Buying your first home feels overwhelming, but it is really just a sequence of steps. Once you know what each one is, the whole process gets a lot less scary. Here is the entire path, decoded, with links to deeper breakdowns on every piece.

Step 1: Get loan-ready before you shop

Lenders weigh three things: your credit score, your income stability, and your debt-to-income ratio (your monthly debt payments divided by your gross monthly income). Clean these up before you start looking, not after you fall in love with a house. Avoid new credit cards or big purchases while you are in the process. Full checklist here: Get loan-ready before you apply.

Step 2: Know your real budget, not just the price

The sticker price is only part of what you bring to the table. You also need a down payment, plus two separate buckets of cash at the end: one-time closing costs and prepaids (future taxes and insurance the lender collects upfront). Most first-timers get surprised here. Read Prepaids vs. closing costs and Who pays what, buyer vs. seller so nothing catches you off guard.

Want a one-page list of everything to have ready? Grab our free Pre-Approval Checklist.

Step 3: Get pre-approved (not just pre-qualified)

Pre-qualification is a quick guess based on what you tell a lender. Pre-approval is the lender actually verifying your income and credit. Sellers take pre-approval seriously, and it tells you your true budget before you shop. Get it first.

Step 4: Make a smart offer

Price is not the only lever. Many fees on the closing sheet are negotiable or shoppable, and in a slower market you can ask the seller to cover some of your costs. See Negotiate or shop your closing costs.

Step 5: Inspect everything and keep your exits

A standard home inspection is not a roof inspection or a sewer scope. Pay for the extra eyes on the expensive systems: Why you should get a roof inspection. And understand your contingencies, the written conditions that let you walk away and keep your deposit if something goes wrong: When you can walk away.

Step 6: Closing day

You will review and sign the final paperwork, bring your cash to close (down payment + closing costs + prepaids), and get the keys. Review your Closing Disclosure against your original Loan Estimate, and ask about anything that moved.

Start here

The single best first move is getting your paperwork in order. Download the free Borrower's Pre-Approval Checklist on our Resources page, and you will walk into this process ready instead of guessing.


Work order - Go through the entries below and say how many lines contain the string "teller"; write only that number.

Extracts from a graphics dataset:
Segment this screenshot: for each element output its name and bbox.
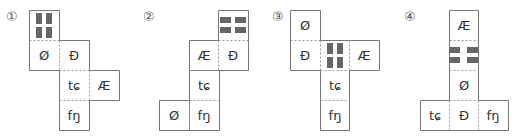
net-4-face: fŋ <box>478 100 508 130</box>
bar-pattern-icon <box>449 57 460 63</box>
net-4-face: Æ <box>449 10 479 40</box>
bar-pattern-icon <box>467 57 478 63</box>
bar-pattern-icon <box>449 47 460 53</box>
net-4-face: Đ <box>449 100 479 130</box>
net-4-face-bars <box>449 40 479 70</box>
net-4-face: tɕ <box>420 100 450 130</box>
net-4-face: Ø <box>449 70 479 100</box>
bar-pattern-icon <box>467 47 478 53</box>
net-option-4: ④ Æ Ø tɕ Đ fŋ <box>0 0 517 140</box>
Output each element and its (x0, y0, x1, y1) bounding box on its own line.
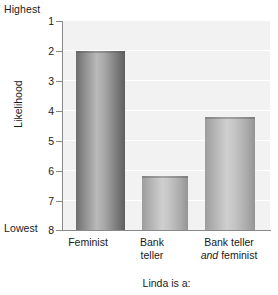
bar-top-edge (205, 117, 255, 119)
y-tick-4 (56, 111, 62, 112)
category-label-bank-teller: Bank teller (118, 236, 186, 261)
y-tick-label-8: 8 (2, 224, 54, 236)
y-tick-3 (56, 81, 62, 82)
category-label-italic-word: and (201, 249, 219, 261)
y-tick-label-5: 5 (2, 135, 54, 147)
bar-top-edge (142, 176, 188, 178)
y-tick-label-6: 6 (2, 165, 54, 177)
y-tick-label-2: 2 (2, 45, 54, 57)
x-axis-line (62, 230, 271, 231)
y-tick-8 (56, 230, 62, 231)
bar-top-edge (76, 51, 125, 53)
bar-feminist (76, 51, 125, 230)
x-axis-title: Linda is a: (63, 277, 270, 289)
category-label-line: Bank (118, 236, 186, 249)
y-tick-label-wrap-8: 8 (0, 230, 54, 231)
y-tick-label-1: 1 (2, 15, 54, 27)
y-tick-5 (56, 141, 62, 142)
axis-extreme-highest-label: Highest (4, 3, 40, 15)
y-tick-label-wrap-1: 1 (0, 21, 54, 22)
bar-bank-teller-and-feminist (205, 117, 255, 230)
y-tick-label-wrap-6: 6 (0, 171, 54, 172)
y-tick-label-3: 3 (2, 75, 54, 87)
y-tick-label-4: 4 (2, 105, 54, 117)
likelihood-bar-chart: Highest Lowest Likelihood 1 2 3 (0, 0, 278, 295)
y-axis-line (62, 21, 63, 231)
bar-bank-teller (142, 176, 188, 230)
y-tick-1 (56, 21, 62, 22)
y-tick-label-wrap-5: 5 (0, 141, 54, 142)
category-label-feminist: Feminist (52, 236, 124, 249)
y-tick-label-wrap-2: 2 (0, 51, 54, 52)
category-label-line: Bank teller (182, 236, 276, 249)
y-tick-2 (56, 51, 62, 52)
category-label-line: teller (118, 249, 186, 262)
y-tick-label-wrap-4: 4 (0, 111, 54, 112)
plot-area (63, 21, 270, 230)
category-label-bank-teller-and-feminist: Bank teller and feminist (182, 236, 276, 261)
y-tick-label-wrap-3: 3 (0, 81, 54, 82)
y-tick-label-wrap-7: 7 (0, 201, 54, 202)
category-label-line-italic-mixed: and feminist (182, 249, 276, 262)
y-tick-6 (56, 171, 62, 172)
category-label-plain-word: feminist (221, 249, 257, 261)
y-tick-label-7: 7 (2, 195, 54, 207)
category-label-line: Feminist (52, 236, 124, 249)
y-tick-7 (56, 201, 62, 202)
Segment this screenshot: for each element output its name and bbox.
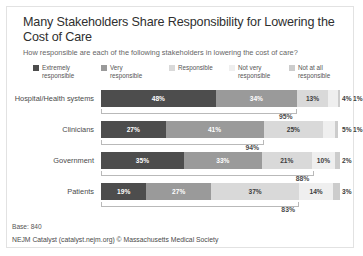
bar-segment-value: 35% — [136, 157, 149, 164]
legend-swatch-icon — [289, 65, 295, 71]
row-category-label: Government — [7, 156, 94, 165]
bar-segment[interactable] — [338, 90, 340, 107]
legend-swatch-icon — [229, 65, 235, 71]
top-box-bracket — [101, 109, 297, 114]
chart-row: Government35%33%21%10%2%88% — [7, 152, 355, 183]
bar-segment[interactable]: 13% — [297, 90, 328, 107]
chart-legend: Extremely responsibleVery responsibleRes… — [33, 64, 343, 86]
bar-segment-value: 4% — [342, 95, 352, 102]
bar-segment[interactable] — [328, 90, 338, 107]
bar-segment-value: 5% — [342, 126, 352, 133]
bar-segment[interactable]: 41% — [166, 121, 264, 138]
bar-segment[interactable]: 10% — [312, 152, 336, 169]
bar-segment-value: 1% — [353, 126, 363, 133]
bar-segment-value: 21% — [280, 157, 293, 164]
chart-row: Clinicians27%41%25%5%1%94% — [7, 121, 355, 152]
legend-item-label: Not very responsible — [238, 64, 270, 80]
bar-segment[interactable] — [333, 183, 340, 200]
legend-item-label: Extremely responsible — [42, 64, 74, 80]
row-category-label: Hospital/Health systems — [7, 94, 94, 103]
chart-row: Patients19%27%37%14%3%83% — [7, 183, 355, 214]
legend-item-label: Very responsible — [110, 64, 142, 80]
bar-segment[interactable]: 33% — [184, 152, 262, 169]
bar-segment-value: 34% — [250, 95, 263, 102]
bar-segment-value: 3% — [342, 188, 352, 195]
top-box-total: 88% — [296, 175, 310, 182]
bar-segment-value: 37% — [249, 188, 262, 195]
bar-segment[interactable]: 34% — [216, 90, 297, 107]
bar-segment-value: 48% — [152, 95, 165, 102]
base-note: Base: 840 — [12, 223, 42, 230]
stacked-bar: 19%27%37%14% — [101, 183, 340, 200]
top-box-bracket — [101, 202, 299, 207]
bar-segment-value: 27% — [172, 188, 185, 195]
bar-segment-value: 1% — [353, 95, 363, 102]
bar-segment-value: 27% — [127, 126, 140, 133]
bar-segment[interactable]: 21% — [262, 152, 312, 169]
bar-segment[interactable]: 27% — [146, 183, 211, 200]
bar-segment-value: 19% — [117, 188, 130, 195]
top-box-total: 94% — [246, 144, 260, 151]
top-box-total: 83% — [281, 206, 295, 213]
stacked-bar: 35%33%21%10% — [101, 152, 340, 169]
bar-segment-value: 2% — [342, 157, 352, 164]
bar-segment[interactable] — [323, 121, 335, 138]
stacked-bar: 27%41%25% — [101, 121, 340, 138]
legend-item[interactable]: Not at all responsible — [289, 64, 347, 80]
bar-segment[interactable]: 14% — [299, 183, 332, 200]
bar-segment[interactable]: 25% — [264, 121, 324, 138]
legend-item-label: Not at all responsible — [298, 64, 330, 80]
row-category-label: Patients — [7, 187, 94, 196]
bar-segment-value: 25% — [287, 126, 300, 133]
top-box-total: 95% — [279, 113, 293, 120]
legend-item[interactable]: Responsible — [169, 64, 227, 72]
legend-item-label: Responsible — [178, 64, 213, 72]
row-category-label: Clinicians — [7, 125, 94, 134]
source-attribution: NEJM Catalyst (catalyst.nejm.org) © Mass… — [12, 236, 218, 243]
chart-title: Many Stakeholders Share Responsibility f… — [23, 15, 341, 45]
legend-swatch-icon — [33, 65, 39, 71]
bar-segment-value: 13% — [306, 95, 319, 102]
bar-segment-value: 10% — [317, 157, 330, 164]
bar-segment[interactable]: 19% — [101, 183, 146, 200]
chart-row: Hospital/Health systems48%34%13%4%1%95% — [7, 90, 355, 121]
bar-segment[interactable]: 37% — [211, 183, 299, 200]
legend-swatch-icon — [101, 65, 107, 71]
bar-segment-value: 33% — [216, 157, 229, 164]
legend-item[interactable]: Not very responsible — [229, 64, 287, 80]
top-box-bracket — [101, 171, 314, 176]
bar-segment-value: 41% — [208, 126, 221, 133]
legend-swatch-icon — [169, 65, 175, 71]
legend-item[interactable]: Very responsible — [101, 64, 159, 80]
bar-segment[interactable]: 48% — [101, 90, 216, 107]
bar-segment[interactable]: 27% — [101, 121, 166, 138]
bar-segment-value: 14% — [309, 188, 322, 195]
chart-subtitle: How responsible are each of the followin… — [23, 48, 343, 58]
stacked-bar: 48%34%13% — [101, 90, 340, 107]
legend-item[interactable]: Extremely responsible — [33, 64, 91, 80]
chart-plot-area: Hospital/Health systems48%34%13%4%1%95%C… — [7, 90, 355, 220]
chart-card: Many Stakeholders Share Responsibility f… — [6, 6, 354, 248]
bar-segment[interactable] — [335, 121, 337, 138]
top-box-bracket — [101, 140, 264, 145]
bar-segment[interactable]: 35% — [101, 152, 184, 169]
bar-segment[interactable] — [335, 152, 340, 169]
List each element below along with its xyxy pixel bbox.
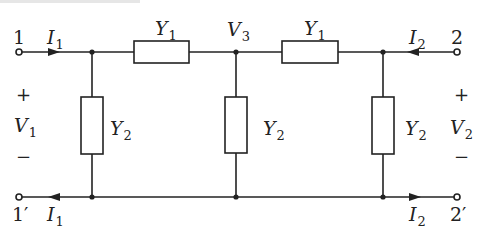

Result - 6